In recent years, I have often said that I was a monk for about 12 years. But that isn’t quite true. I may have been introduced to what it means to be a monk over a period of 12 years. But I still am a monk and never stopped being a monk. I may have my black robe and white rope sash on a hanger in the closet, and I no longer put it on. I took it off about fifty years ago. But being a monk is still part of my body. I am a monk through and through with all the embracing of the transcendence that implies.
I realize this because my dreams keep reminding me of that abiding monk nature. I often wake with an aching feeling of separation, with a feeling of having left something behind. The discomfort of that separation has shown up when I wake many, many times. I now realize that it has been my own Dream Maker pointing me in that direction.
My Dream Maker is me. For me, my Dream Maker is reminding me, asking me to embrace what I think I have left behind. My Dream Maker is telling me that it is my nature to be linked to the transcendent as a way of life. My every waking moment is attached to the aspirations of the young monk that I was fifty years ago. Those aspirations still guide me every day and remid me that all is transcendent. There are no longer the confining walls of a monastery. There is no duality, all of reality is in the roundness of all I perceive. This is the perspective of a monk.
My life of a monk was symbolized by the black-robed community of men that I was part of. Leaving the dogma of the Catholic Church was never a problem for me. I think I set that aside years before I disrobed. I chose to follow my own inner voice, my own intuition. I made the dogma fit into my view of the world, and not the other way around.
But leaving the life of a monk was harder, and actually never happened except in my decision to no longer live with other black-robed men. I loved the community nature of our shared vision about what it meant to be a Franciscan monk. I did not love the Catholic dogma that infused itself into that community of men. So I left, and I found other ways of experiencing community. But I have remained a monk.
I have sometimes said that I never left the priesthood, but I have left the priesthood of the Church. When I say that I am still a priest, I have meant to say that I am a vehicle to the transcendent. Saying that I am a monk is just another way of embracing my role as a teacher, seeker and guide of transcendence. I aspire now, as I have for seventy years, to be a way to experience the transcendence nature of things and to help others experience the same through me.
Perhaps my Dream Maker can believe me that I have embraced my being a monk. Nothing has actually changed except the way I think about who I am. I still consider myself a priest, but a priest who shares and teaches what it means to be a monk in the world outside a monastery. I am a monk learning to love the world in many ways outside the confines of monastic life. I make up my own rules for my daily monastic life.
I am a monk who constantly falls in love. I am a monk who lives outside the monastery walls.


◆ Exercise aim ◆
In the data below, find the line with "xyxy pixel coordinates" and output it along with every later line, exactly, but not the pictures.

Items from an interface collection
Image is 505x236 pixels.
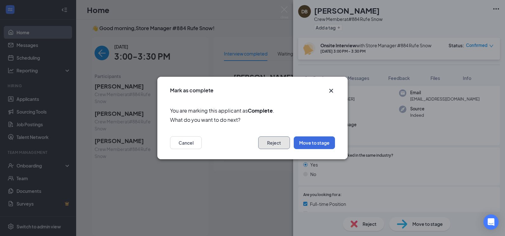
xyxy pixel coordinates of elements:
h3: Mark as complete [170,87,213,94]
button: Close [327,87,335,94]
span: You are marking this applicant as . [170,107,335,114]
svg: Cross [327,87,335,94]
div: Open Intercom Messenger [483,214,498,230]
b: Complete [248,107,273,114]
button: Reject [258,136,290,149]
button: Move to stage [294,136,335,149]
span: What do you want to do next? [170,116,335,124]
button: Cancel [170,136,202,149]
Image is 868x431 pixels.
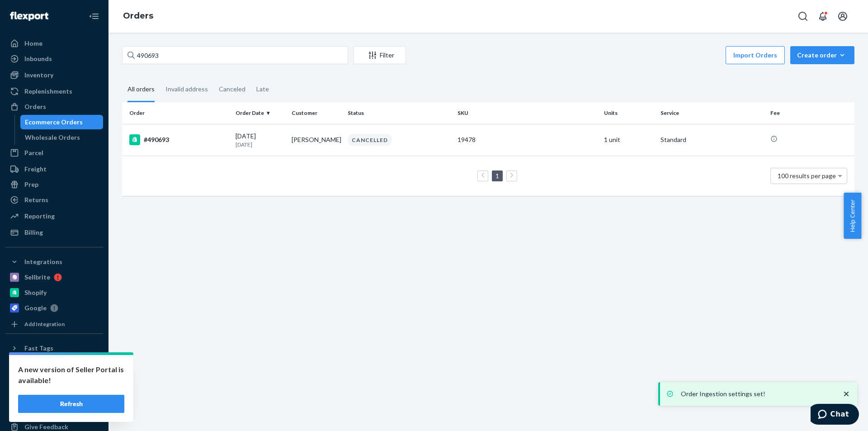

◆ Output ◆
xyxy pixel coordinates of elements:
h3: Mark as complete [170,87,213,94]
button: Close [327,87,335,94]
span: You are marking this applicant as . [170,107,335,114]
svg: Cross [327,87,335,94]
div: Open Intercom Messenger [483,214,498,230]
b: Complete [248,107,273,114]
button: Reject [258,136,290,149]
button: Move to stage [294,136,335,149]
span: What do you want to do next? [170,116,335,124]
button: Cancel [170,136,202,149]
Image is 868x431 pixels.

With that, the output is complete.